Download or read book I Am Swag written by Laverne Newton and published by Sisters with a Goal. This book was released on 2014-02-24 with total page 280 pages. Available in PDF, EPUB and Kindle. Book excerpt: "I Am" are two of the most powerful words ever said. The words you place after them not only add to that power, but they give them LIFE. All too often we beat ourselves up, we put ourselves down and we are so busy saying what's so great about 'him', 'her' and 'them' that we rarely see the greatness INSIDE. When you declare that: "I AM motivated," "I AM healthy," "I AM inspired," you breathe life into those words. This journal will challenge you to zoom in on all the great things that you do daily that qualify you as a S.W.A.G A "Sister With A Goal." Each day that you do something that brings you closer to reaching a GOAL, no matter how big or small, write it, receive it and believe it! I am SWAG because.......today I researched classes that I need to take. etc. #EducationalGoals I am SWAG because....today I did one extra lap around the track and tomorrow I will do one more, etc. #FitnessGoals I am SWAG because.......tomorrow I will bring my lunch instead of spending extra money, etc. #FinancialGoals The constant review of your accomplishments holds you accountable to continue to acknowledge that you are making progress, and that's essential to your success. "Whatever follows 'I am' will come looking for you." Joel Osteen
Download or read book Extracting Accountability written by Jessica M. Smith and published by MIT Press. This book was released on 2021-09-28 with total page 323 pages. Available in PDF, EPUB and Kindle. Book excerpt: How engineers in the mining and oil and gas industries attempt to reconcile competing domains of public accountability. The growing movement toward corporate social responsibility (CSR) urges corporations to promote the well-being of people and the planet rather than the sole pursuit of profit. In Extracting Accountability, Jessica Smith investigates how the public accountability of corporations emerges from the everyday practices of the engineers who work for them. Focusing on engineers who view social responsibility as central to their profession, she finds the corporate context of their work prompts them to attempt to reconcile competing domains of accountability—to formal guidelines, standards, and policies; to professional ideals; to the public; and to themselves. Their efforts are complicated by the distributed agency they experience as corporate actors: they are not always authors of their actions and frequently act through others. Drawing on extensive interviews, archival research, and fieldwork, Smith traces the ways that engineers in the mining and oil and gas industries accounted for their actions to multiple publics—from critics of their industry to their own friends and families.
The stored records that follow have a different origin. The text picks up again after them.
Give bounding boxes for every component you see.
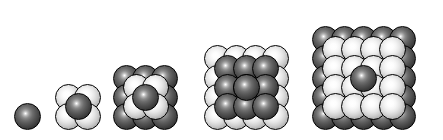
cluster-2	[55, 84, 101, 130]
sphere-center	[233, 74, 260, 101]
cluster-1	[14, 103, 41, 130]
cluster-4	[204, 45, 289, 130]
cluster-5	[312, 26, 416, 130]
cluster-3	[113, 65, 178, 130]
crystal-growth-figure	[0, 0, 443, 140]
sphere-front-layer	[65, 93, 92, 120]
sphere-center	[132, 84, 159, 111]
sphere-center	[350, 65, 377, 92]
sphere-back-layer	[14, 103, 41, 130]
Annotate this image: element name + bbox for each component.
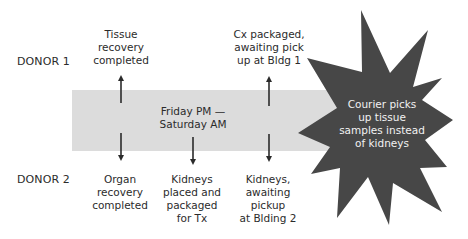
time-band-label: Friday PM — Saturday AM <box>143 105 243 131</box>
event-text-line: up at Bldg 1 <box>224 54 314 67</box>
event-text-line: pickup <box>223 199 313 212</box>
incident-text-line: samples instead <box>327 124 437 137</box>
event-text-line: completed <box>76 54 166 67</box>
band-text-line: Friday PM — <box>143 105 243 118</box>
event-text-line: recovery <box>76 41 166 54</box>
incident-text-line: of kidneys <box>327 137 437 150</box>
event-kidneys-awaiting-pickup: Kidneys, awaiting pickup at Blding 2 <box>223 173 313 225</box>
event-tissue-recovery-completed: Tissue recovery completed <box>76 28 166 67</box>
event-text-line: awaiting pick <box>224 41 314 54</box>
event-text-line: Kidneys, <box>223 173 313 186</box>
donor-1-label: DONOR 1 <box>17 55 70 68</box>
incident-callout-text: Courier picks up tissue samples instead … <box>327 98 437 150</box>
event-text-line: Cx packaged, <box>224 28 314 41</box>
event-text-line: Tissue <box>76 28 166 41</box>
incident-text-line: Courier picks <box>327 98 437 111</box>
event-text-line: at Blding 2 <box>223 212 313 225</box>
band-text-line: Saturday AM <box>143 118 243 131</box>
donor-2-label: DONOR 2 <box>17 173 70 186</box>
event-cx-packaged-awaiting-pickup: Cx packaged, awaiting pick up at Bldg 1 <box>224 28 314 67</box>
event-text-line: awaiting <box>223 186 313 199</box>
incident-text-line: up tissue <box>327 111 437 124</box>
incident-timeline-diagram: DONOR 1 DONOR 2 Tissue recovery complete… <box>0 0 468 239</box>
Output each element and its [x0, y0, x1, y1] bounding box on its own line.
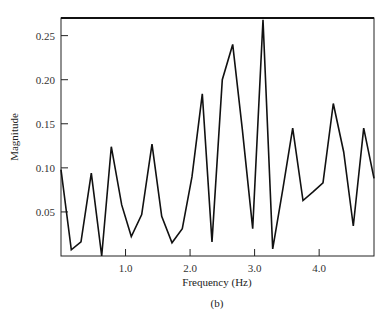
x-axis-label: Frequency (Hz)	[182, 276, 252, 289]
frequency-magnitude-chart: 1.02.03.04.00.050.100.150.200.25 Frequen…	[0, 0, 392, 316]
x-tick-label: 2.0	[183, 262, 197, 274]
figure-caption: (b)	[211, 297, 224, 310]
y-tick-label: 0.20	[36, 74, 56, 86]
x-tick-label: 4.0	[312, 262, 326, 274]
y-tick-label: 0.15	[36, 118, 56, 130]
y-tick-label: 0.05	[36, 206, 56, 218]
plot-axes	[61, 18, 374, 256]
axis-ticks: 1.02.03.04.00.050.100.150.200.25	[36, 30, 327, 274]
y-axis-label: Magnitude	[8, 113, 20, 161]
plot-frame	[61, 18, 374, 256]
y-tick-label: 0.25	[36, 30, 56, 42]
x-tick-label: 3.0	[248, 262, 262, 274]
x-tick-label: 1.0	[119, 262, 133, 274]
magnitude-line	[61, 20, 374, 256]
y-tick-label: 0.10	[36, 162, 56, 174]
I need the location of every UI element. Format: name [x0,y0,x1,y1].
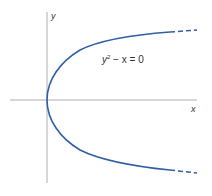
parabola-upper-dashed-extension [170,30,197,32]
parabola-figure: y x y2 − x = 0 [0,0,212,196]
parabola-curve-lower [47,100,170,170]
equation-rest: − x = 0 [110,54,144,65]
equation-label: y2 − x = 0 [101,54,144,65]
y-axis-label: y [50,11,56,21]
x-axis-label: x [190,104,196,114]
parabola-curve [47,32,170,100]
chart-canvas: y x y2 − x = 0 [0,0,212,196]
parabola-lower-dashed-extension [170,170,197,173]
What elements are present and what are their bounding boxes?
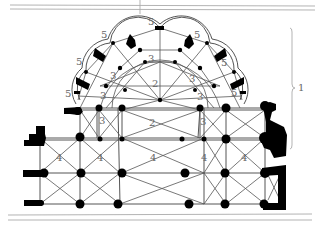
label-3-l1: 3 — [110, 70, 116, 81]
label-5-l3: 5 — [65, 88, 71, 99]
label-5-r3: 5 — [231, 87, 237, 98]
label-3-r2: 3 — [197, 91, 203, 102]
label-4-c: 4 — [150, 152, 156, 163]
label-3-r3: 3 — [200, 116, 206, 127]
label-5-l2: 5 — [76, 56, 82, 67]
apse-plan-diagram: 1 2 2 3 3 3 3 3 3 3 4 4 4 4 4 5 5 5 5 5 … — [0, 0, 321, 227]
label-4-b: 4 — [97, 152, 103, 163]
label-2-upper: 2 — [152, 78, 158, 89]
label-3-l3: 3 — [99, 115, 105, 126]
label-5-top: 5 — [148, 16, 154, 27]
label-4-a: 4 — [56, 152, 62, 163]
label-4-e: 4 — [241, 152, 247, 163]
height-bracket — [290, 28, 295, 149]
label-2-lower: 2 — [149, 117, 155, 128]
label-1: 1 — [298, 82, 304, 93]
label-3-center: 3 — [148, 53, 154, 64]
label-5-r1: 5 — [194, 29, 200, 40]
label-3-r1: 3 — [189, 73, 195, 84]
label-5-l1: 5 — [101, 29, 107, 40]
label-5-r2: 5 — [221, 57, 227, 68]
label-3-l2: 3 — [100, 90, 106, 101]
label-4-d: 4 — [201, 152, 207, 163]
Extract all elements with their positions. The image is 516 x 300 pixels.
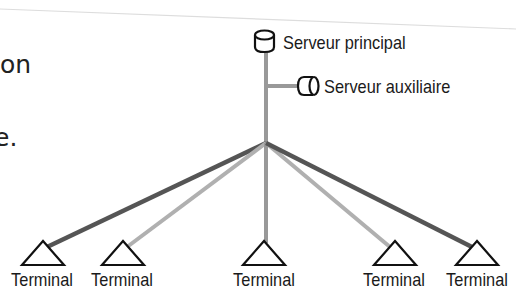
primary-server-label: Serveur principal xyxy=(283,33,406,52)
terminal-link-2 xyxy=(127,143,266,247)
terminal-label-5: Terminal xyxy=(446,270,508,289)
horizontal-cylinder-icon xyxy=(298,77,319,95)
terminal-triangle-icon xyxy=(22,241,64,265)
database-cylinder-icon xyxy=(255,31,274,53)
network-diagram xyxy=(0,0,516,300)
auxiliary-server-label: Serveur auxiliaire xyxy=(324,77,450,96)
terminal-label-3: Terminal xyxy=(233,270,295,289)
terminal-label-2: Terminal xyxy=(91,270,153,289)
terminal-label-4: Terminal xyxy=(363,270,425,289)
terminal-triangle-icon xyxy=(102,241,144,265)
terminal-triangle-icon xyxy=(243,241,285,265)
terminal-link-1 xyxy=(47,143,266,247)
terminal-label-1: Terminal xyxy=(11,270,73,289)
terminal-triangle-icon xyxy=(374,241,416,265)
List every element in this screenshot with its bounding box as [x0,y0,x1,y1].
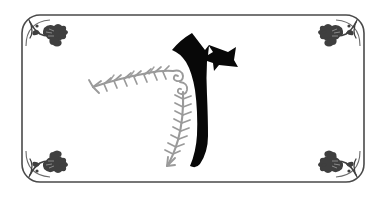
artwork-canvas [0,0,381,197]
illuminated-letter-plate [0,0,381,197]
She shows how the social license to operate and an underlying pragmatism lead engineers to ask how resource production can be done responsibly rather than whether it should be done at all. She analyzes the liminality of engineering consultants, who experienced greater professional autonomy but often felt hamstrung when positioned as outsiders. Finally, she explores how critical participation in engineering education can nurture new accountabilities and chart more sustainable resource futures.